Spurs Owners Address Back-to-Back 17th-Place Finishes: Commitment to Rebuild
After two seasons spent skirting the trapdoor, the owners of Spurs have issued their starkest message yet: this cannot happen again.
In an open letter to supporters, the Lewis family confronted the club’s slide head-on, describing back-to-back 17th-place finishes as a betrayal of what Spurs are supposed to be. Twenty-five years into their stewardship, they did not try to soften the blow.
“Finishing 17th this and last season does not reflect the stature or potential of this football club,” the statement read. “We are bitterly disappointed and share your frustration. You, and we, expect more than this. We know this must never happen again.”
No caveats. No excuses. Just a blunt admission that the club has lost its way.
We Take Ultimate Responsibility
The owners set out a clear acceptance of blame for the current state of the club, acknowledging that the issues ran far deeper than they had appreciated.
“Our approach to running the Club is, and has been, to trust the experts to do that, while backing them to be successful,” they wrote. “The problems we found were deeper than we realised and were allowed to build over the last few years. We know that has eroded trust and we have to win that back. As owners, we take ultimate responsibility for the situation in which the Club finds itself.”
It is a rare moment of public contrition from a hierarchy that has often preferred to operate in the background. The tone here was different: less corporate, more confessional. The admission that trust has been “eroded” is as close as ownership comes to acknowledging the anger that has built up in the stands and online.
A Promise to Rebuild, Not Sell
With speculation frequently swirling whenever a club of Spurs’ size falters, the Lewis family moved quickly to shut down any notion of a sale. They insist they are not heading for the exit, but digging in.
“We also take responsibility for rebuilding Spurs,” the letter continued. “Our ambition is to recapture the spirit of the Club and bring back the excitement, the fearlessness and the bold football we have always felt defined us. That means football comes first. The Board and Executive team have laid out their plans to meet this ambition.”
Then came the key line for any supporter wondering what comes next: “We are not selling the Club. We are all in. We are investing in it.”
The commitment, they say, stretches across the entire football operation: “This will require investment – in our teams, the academy, our backroom functions and more - and we are fully committed to this. You will see more of this in the coming months.”
The message is clear. The fix will not be cosmetic. It will not be cheap.
Deep Change, Not a Quick Fix
If the league table has exposed Spurs’ decline, the owners’ language underlined the scale of the rebuild they believe is necessary.
“The rebuild the Club needs, and you deserve, has begun. The change required is deep. It will take time and commitment, but change is happening.”
Those lines point to a long-term project rather than a summer of headline signings and a reset by August. References to the academy and backroom functions hint at structural work behind the scenes: recruitment, development, support staff, the often invisible machinery that underpins a modern club.
For a fanbase tired of slogans, one sentence will resonate more than any other: “We know that actions will speak louder than words.”
A Relationship to Repair
At its heart, the letter is about more than league positions. It is about a relationship between owners and supporters that has frayed over years of underperformance and missteps.
“We care deeply about Spurs,” the family wrote. “The rebuild the Club needs, and you deserve, has begun.”
Supporters have heard versions of that sentiment before, from boards across the football landscape. The difference this time is the context: 17th, twice. The brink. The sense that the club has stared over the edge and finally understood the danger.
The Lewis family have now nailed their colours to the mast: they are staying, they are spending, and they are promising that “football comes first”.
The next transfer window, the next managerial decisions, the next season’s performances will show whether those words mark a turning point, or just another chapter in a story Spurs fans know too well.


What the task asks
Find the number of lines in these records where the word "process" appears. Reply with that number and nothing more.

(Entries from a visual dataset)
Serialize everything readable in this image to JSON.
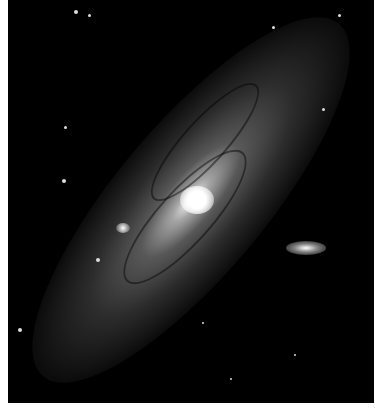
{
  "image": {
    "subject": "spiral galaxy",
    "description": "Grayscale photograph of a large inclined spiral galaxy with a bright core, dark dust lanes, two small companion galaxies and scattered foreground stars on a black background",
    "colors": {
      "background": "#000000",
      "border": "#ffffff",
      "core": "#ffffff"
    }
  }
}
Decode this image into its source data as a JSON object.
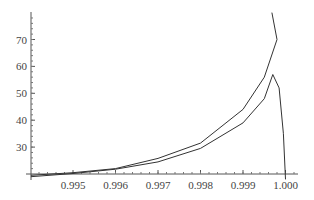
{
  "chart_data": {
    "type": "line",
    "title": "",
    "xlabel": "",
    "ylabel": "",
    "xlim": [
      0.99401,
      1.0003
    ],
    "ylim": [
      20,
      80
    ],
    "x_ticks": [
      "0.995",
      "0.996",
      "0.997",
      "0.998",
      "0.999",
      "1.000"
    ],
    "y_ticks": [
      "30",
      "40",
      "50",
      "60",
      "70"
    ],
    "grid": false,
    "series": [
      {
        "name": "upper curve",
        "x": [
          0.99401,
          0.995,
          0.996,
          0.997,
          0.998,
          0.999,
          0.9995,
          0.9998,
          0.99968
        ],
        "y": [
          19.5,
          20.5,
          22,
          25.8,
          31.5,
          44,
          56,
          70,
          80
        ]
      },
      {
        "name": "lower curve",
        "x": [
          0.99401,
          0.995,
          0.996,
          0.997,
          0.998,
          0.999,
          0.9995,
          0.9997,
          0.99985,
          0.99995,
          1.0
        ],
        "y": [
          19,
          20.2,
          21.8,
          24.5,
          29.5,
          39,
          48,
          57,
          52,
          35,
          18
        ]
      }
    ]
  }
}
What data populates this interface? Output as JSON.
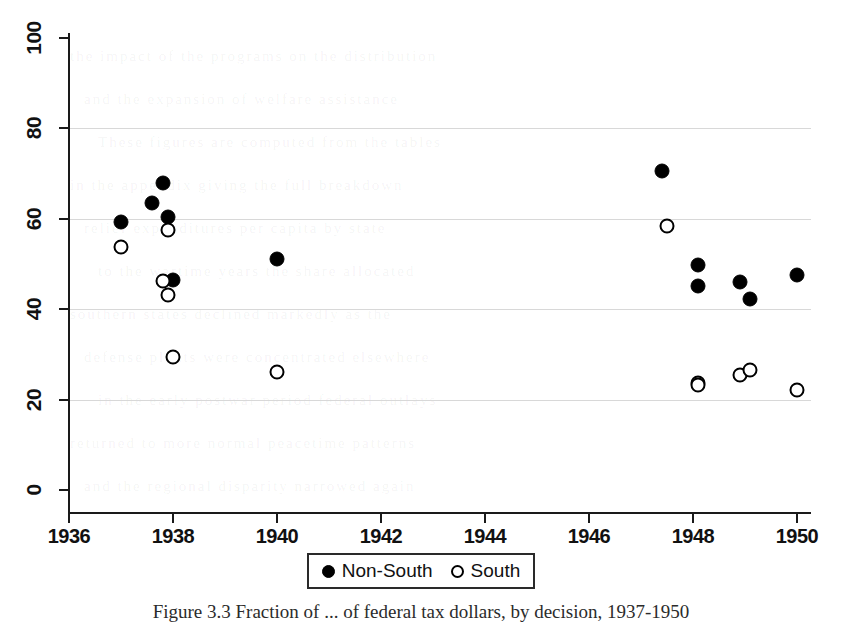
{
  "figure": {
    "caption": "Figure 3.3  Fraction of ... of federal tax dollars, by decision, 1937-1950",
    "background_color": "#ffffff",
    "ink_color": "#000000",
    "gridline_color": "#d8d8d8"
  },
  "legend": {
    "position": "bottom-center",
    "entries": [
      {
        "label": "Non-South",
        "marker": "filled-circle",
        "color": "#000000"
      },
      {
        "label": "South",
        "marker": "open-circle",
        "color": "#000000"
      }
    ]
  },
  "axes": {
    "x": {
      "label": "",
      "ticks": [
        1936,
        1938,
        1940,
        1942,
        1944,
        1946,
        1948,
        1950
      ],
      "tick_labels": [
        "1936",
        "1938",
        "1940",
        "1942",
        "1944",
        "1946",
        "1948",
        "1950"
      ],
      "min": 1935.6,
      "max": 1950.6
    },
    "y": {
      "label": "",
      "ticks": [
        0,
        20,
        40,
        60,
        80,
        100
      ],
      "tick_labels": [
        "0",
        "20",
        "40",
        "60",
        "80",
        "100"
      ],
      "min": 0,
      "max": 106
    }
  },
  "chart_data": {
    "type": "scatter",
    "title": "",
    "xlabel": "",
    "ylabel": "",
    "xlim": [
      1935.6,
      1950.6
    ],
    "ylim": [
      0,
      106
    ],
    "grid": "horizontal",
    "gridlines_y": [
      20,
      40,
      60,
      80
    ],
    "series": [
      {
        "name": "Non-South",
        "marker": "filled-circle",
        "color": "#000000",
        "points": [
          {
            "x": 1937.0,
            "y": 59.2
          },
          {
            "x": 1937.6,
            "y": 63.4
          },
          {
            "x": 1937.8,
            "y": 68.0
          },
          {
            "x": 1937.9,
            "y": 60.4
          },
          {
            "x": 1938.0,
            "y": 46.4
          },
          {
            "x": 1940.0,
            "y": 51.1
          },
          {
            "x": 1947.4,
            "y": 70.6
          },
          {
            "x": 1948.1,
            "y": 49.8
          },
          {
            "x": 1948.1,
            "y": 45.1
          },
          {
            "x": 1948.9,
            "y": 46.1
          },
          {
            "x": 1949.1,
            "y": 42.3
          },
          {
            "x": 1950.0,
            "y": 47.6
          }
        ]
      },
      {
        "name": "South",
        "marker": "open-circle",
        "color": "#000000",
        "points": [
          {
            "x": 1937.0,
            "y": 53.8
          },
          {
            "x": 1937.8,
            "y": 46.3
          },
          {
            "x": 1937.9,
            "y": 57.6
          },
          {
            "x": 1937.9,
            "y": 43.2
          },
          {
            "x": 1938.0,
            "y": 29.4
          },
          {
            "x": 1940.0,
            "y": 26.1
          },
          {
            "x": 1947.5,
            "y": 58.3
          },
          {
            "x": 1948.1,
            "y": 23.6
          },
          {
            "x": 1948.1,
            "y": 23.2
          },
          {
            "x": 1948.9,
            "y": 25.5
          },
          {
            "x": 1949.1,
            "y": 26.5
          },
          {
            "x": 1950.0,
            "y": 22.2
          }
        ]
      }
    ]
  },
  "bleed_text": {
    "lines": [
      "the impact of the programs on the distribution",
      "and the expansion of welfare assistance",
      "These figures are computed from the tables",
      "in the appendix giving the full breakdown",
      "relief expenditures per capita by state",
      "to the wartime years the share allocated",
      "southern states declined markedly as the",
      "defense plants were concentrated elsewhere",
      "in the early postwar period federal outlays",
      "returned to more normal peacetime patterns",
      "and the regional disparity narrowed again"
    ]
  }
}
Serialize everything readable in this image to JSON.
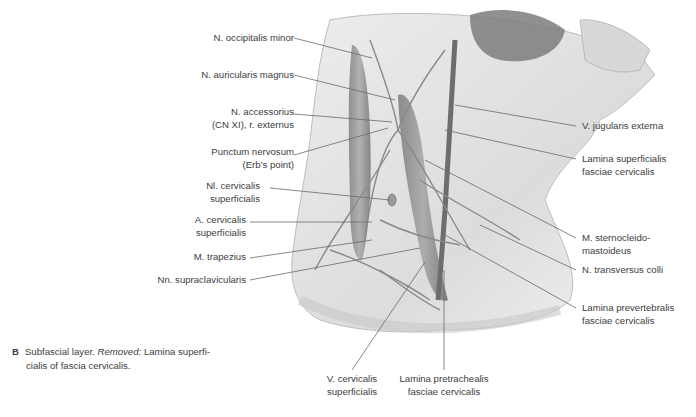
{
  "figure": {
    "letter": "B",
    "caption_part1": "Subfascial layer.",
    "caption_removed": "Removed:",
    "caption_part2": "Lamina superfi-",
    "caption_line2": "cialis of fascia cervicalis."
  },
  "labels_left": [
    {
      "id": "n-occipitalis-minor",
      "lines": [
        "N. occipitalis minor"
      ]
    },
    {
      "id": "n-auricularis-magnus",
      "lines": [
        "N. auricularis magnus"
      ]
    },
    {
      "id": "n-accessorius",
      "lines": [
        "N. accessorius",
        "(CN XI), r. externus"
      ]
    },
    {
      "id": "punctum-nervosum",
      "lines": [
        "Punctum nervosum",
        "(Erb’s point)"
      ]
    },
    {
      "id": "nl-cervicalis-superficialis",
      "lines": [
        "Nl. cervicalis",
        "superficialis"
      ]
    },
    {
      "id": "a-cervicalis-superficialis",
      "lines": [
        "A. cervicalis",
        "superficialis"
      ]
    },
    {
      "id": "m-trapezius",
      "lines": [
        "M. trapezius"
      ]
    },
    {
      "id": "nn-supraclavicularis",
      "lines": [
        "Nn. supraclavicularis"
      ]
    }
  ],
  "labels_right": [
    {
      "id": "v-jugularis-externa",
      "lines": [
        "V. jugularis externa"
      ]
    },
    {
      "id": "lamina-superficialis",
      "lines": [
        "Lamina superficialis",
        "fasciae cervicalis"
      ]
    },
    {
      "id": "m-sternocleidomastoideus",
      "lines": [
        "M. sternocleido-",
        "mastoideus"
      ]
    },
    {
      "id": "n-transversus-colli",
      "lines": [
        "N. transversus colli"
      ]
    },
    {
      "id": "lamina-prevertebralis",
      "lines": [
        "Lamina prevertebralis",
        "fasciae cervicalis"
      ]
    }
  ],
  "labels_bottom": [
    {
      "id": "v-cervicalis-superficialis",
      "lines": [
        "V. cervicalis",
        "superficialis"
      ]
    },
    {
      "id": "lamina-pretrachealis",
      "lines": [
        "Lamina pretrachealis",
        "fasciae cervicalis"
      ]
    }
  ],
  "colors": {
    "text": "#3d3d3d",
    "leader": "#6a6a6a",
    "skin": "#e6e6e6",
    "muscle": "#8c8c8c"
  }
}
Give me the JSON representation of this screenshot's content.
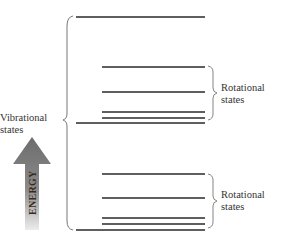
{
  "diagram": {
    "vibrational_label_line1": "Vibrational",
    "vibrational_label_line2": "states",
    "rotational_upper_line1": "Rotational",
    "rotational_upper_line2": "states",
    "rotational_lower_line1": "Rotational",
    "rotational_lower_line2": "states",
    "energy_label": "ENERGY",
    "vibrational_levels_y": [
      17,
      123,
      230
    ],
    "rotational_upper_levels_y": [
      67,
      92,
      112,
      117
    ],
    "rotational_lower_levels_y": [
      174,
      198,
      217,
      222
    ],
    "colors": {
      "line": "#2a2a2a",
      "brace": "#666666",
      "arrow_top": "#6f6f6f",
      "arrow_bottom": "#e2e2e2"
    }
  }
}
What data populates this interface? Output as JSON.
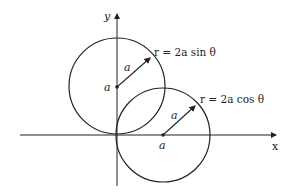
{
  "diagram": {
    "axes": {
      "x_label": "x",
      "y_label": "y"
    },
    "circles": [
      {
        "name": "upper-circle",
        "equation": "r = 2a sin θ",
        "center_label": "a",
        "radius_label": "a",
        "cx": 117,
        "cy": 87,
        "r": 47
      },
      {
        "name": "right-circle",
        "equation": "r = 2a cos θ",
        "center_label": "a",
        "radius_label": "a",
        "cx": 163,
        "cy": 135,
        "r": 47
      }
    ],
    "stroke_color": "#222222"
  }
}
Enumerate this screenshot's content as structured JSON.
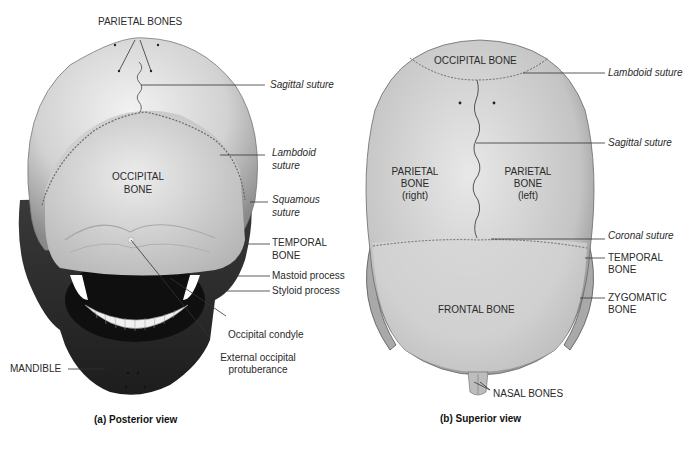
{
  "panels": [
    {
      "id": "posterior",
      "caption": "(a) Posterior view",
      "labels": {
        "parietal_bones": "PARIETAL BONES",
        "sagittal_suture": "Sagittal suture",
        "lambdoid_suture_1": "Lambdoid",
        "lambdoid_suture_2": "suture",
        "occipital_bone_1": "OCCIPITAL",
        "occipital_bone_2": "BONE",
        "squamous_suture_1": "Squamous",
        "squamous_suture_2": "suture",
        "temporal_bone_1": "TEMPORAL",
        "temporal_bone_2": "BONE",
        "mastoid_process": "Mastoid process",
        "styloid_process": "Styloid process",
        "occipital_condyle": "Occipital condyle",
        "external_occipital_protuberance_1": "External occipital",
        "external_occipital_protuberance_2": "protuberance",
        "mandible": "MANDIBLE"
      }
    },
    {
      "id": "superior",
      "caption": "(b) Superior view",
      "labels": {
        "occipital_bone": "OCCIPITAL BONE",
        "lambdoid_suture": "Lambdoid suture",
        "sagittal_suture": "Sagittal suture",
        "parietal_right_1": "PARIETAL",
        "parietal_right_2": "BONE",
        "parietal_right_3": "(right)",
        "parietal_left_1": "PARIETAL",
        "parietal_left_2": "BONE",
        "parietal_left_3": "(left)",
        "coronal_suture": "Coronal suture",
        "temporal_bone_1": "TEMPORAL",
        "temporal_bone_2": "BONE",
        "frontal_bone": "FRONTAL BONE",
        "zygomatic_bone_1": "ZYGOMATIC",
        "zygomatic_bone_2": "BONE",
        "nasal_bones": "NASAL BONES"
      }
    }
  ],
  "colors": {
    "bone_light": "#e6e6e6",
    "bone_mid": "#bdbdbd",
    "bone_dark": "#5a5a5a",
    "leader_line": "#333333"
  }
}
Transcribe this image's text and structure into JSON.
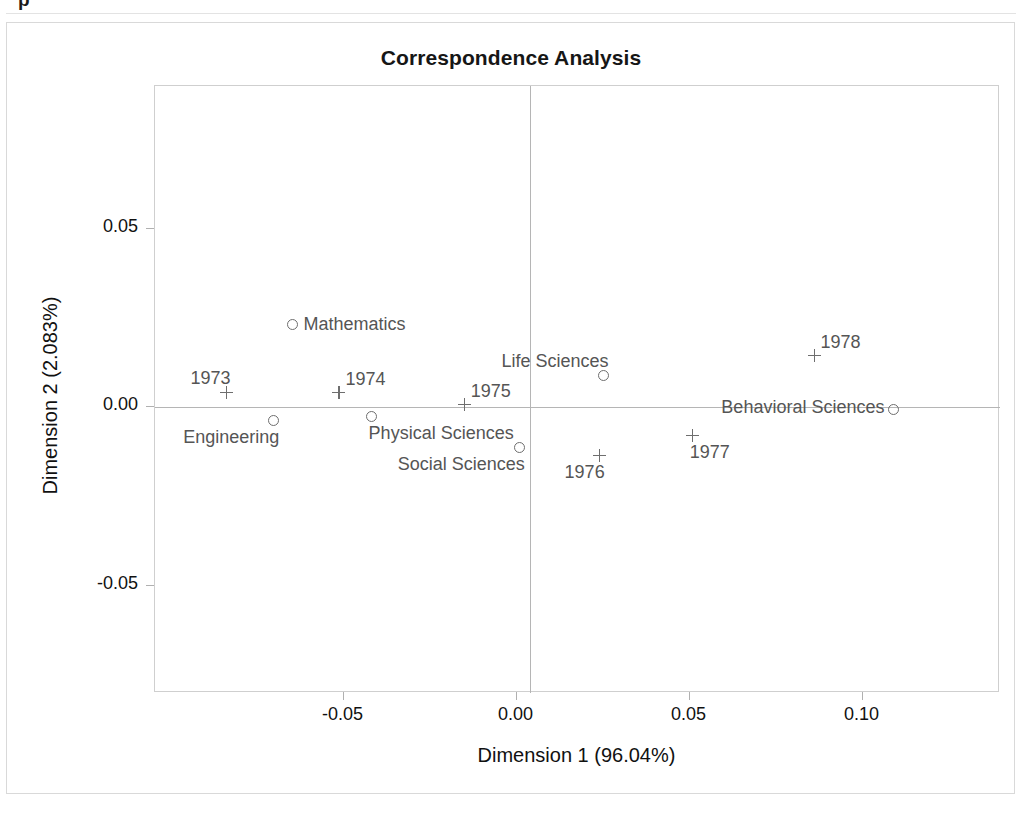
{
  "page": {
    "top_fragment": "p"
  },
  "chart_data": {
    "type": "scatter",
    "title": "Correspondence Analysis",
    "xlabel": "Dimension 1 (96.04%)",
    "ylabel": "Dimension 2 (2.083%)",
    "xlim": [
      -0.1045,
      0.1397
    ],
    "ylim": [
      -0.0801,
      0.0901
    ],
    "xticks": [
      -0.05,
      0.0,
      0.05,
      0.1
    ],
    "xticklabels": [
      "-0.05",
      "0.00",
      "0.05",
      "0.10"
    ],
    "yticks": [
      0.05,
      0.0,
      -0.05
    ],
    "yticklabels": [
      "0.05",
      "0.00",
      "-0.05"
    ],
    "grid": false,
    "legend": "none",
    "zero_reference_lines": true,
    "series": [
      {
        "name": "Field of study (row points)",
        "marker": "circle",
        "points": [
          {
            "label": "Mathematics",
            "x": -0.0645,
            "y": 0.0231,
            "label_pos": "right"
          },
          {
            "label": "Engineering",
            "x": -0.07,
            "y": -0.0038,
            "label_pos": "below-left"
          },
          {
            "label": "Physical Sciences",
            "x": -0.0419,
            "y": -0.0027,
            "label_pos": "below-right"
          },
          {
            "label": "Social Sciences",
            "x": 0.0009,
            "y": -0.0113,
            "label_pos": "below-left"
          },
          {
            "label": "Life Sciences",
            "x": 0.0254,
            "y": 0.0088,
            "label_pos": "above-left"
          },
          {
            "label": "Behavioral Sciences",
            "x": 0.1092,
            "y": -0.0007,
            "label_pos": "left"
          }
        ]
      },
      {
        "name": "Year (column points)",
        "marker": "plus",
        "points": [
          {
            "label": "1973",
            "x": -0.0838,
            "y": 0.0041,
            "label_pos": "above-left"
          },
          {
            "label": "1974",
            "x": -0.0512,
            "y": 0.0041,
            "label_pos": "above-right"
          },
          {
            "label": "1975",
            "x": -0.015,
            "y": 0.0007,
            "label_pos": "above-right"
          },
          {
            "label": "1976",
            "x": 0.024,
            "y": -0.0136,
            "label_pos": "below-left"
          },
          {
            "label": "1977",
            "x": 0.0509,
            "y": -0.008,
            "label_pos": "below-right"
          },
          {
            "label": "1978",
            "x": 0.0861,
            "y": 0.0144,
            "label_pos": "above-right"
          }
        ]
      }
    ]
  }
}
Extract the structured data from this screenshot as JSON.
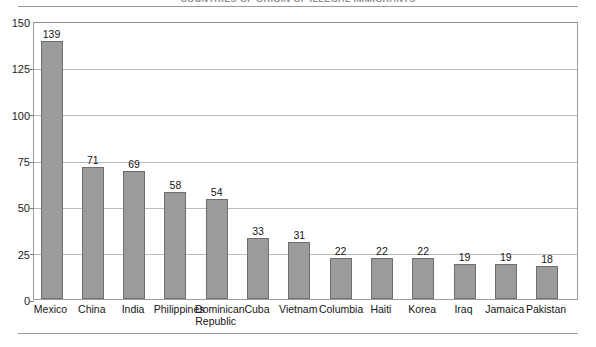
{
  "chart_data": {
    "type": "bar",
    "title": "COUNTRIES OF ORIGIN OF ILLEGAL IMMIGRANTS",
    "xlabel": "",
    "ylabel": "",
    "ylim": [
      0,
      150
    ],
    "yticks": [
      0,
      25,
      50,
      75,
      100,
      125,
      150
    ],
    "grid": true,
    "legend": "none",
    "categories": [
      "Mexico",
      "China",
      "India",
      "Philippines",
      "Dominican\nRepublic",
      "Cuba",
      "Vietnam",
      "Columbia",
      "Haiti",
      "Korea",
      "Iraq",
      "Jamaica",
      "Pakistan"
    ],
    "values": [
      139,
      71,
      69,
      58,
      54,
      33,
      31,
      22,
      22,
      22,
      19,
      19,
      18
    ],
    "bar_color": "#9b9b9b",
    "bar_border_color": "#6f6f6f",
    "gridline_color": "#bcbcbc",
    "frame_color": "#9d9d9d",
    "background_color": "#ffffff"
  }
}
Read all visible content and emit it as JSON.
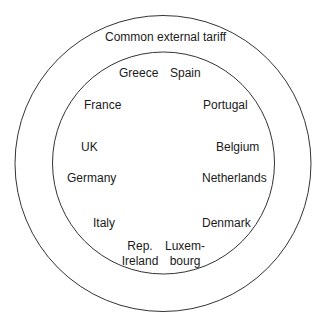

Answer box
2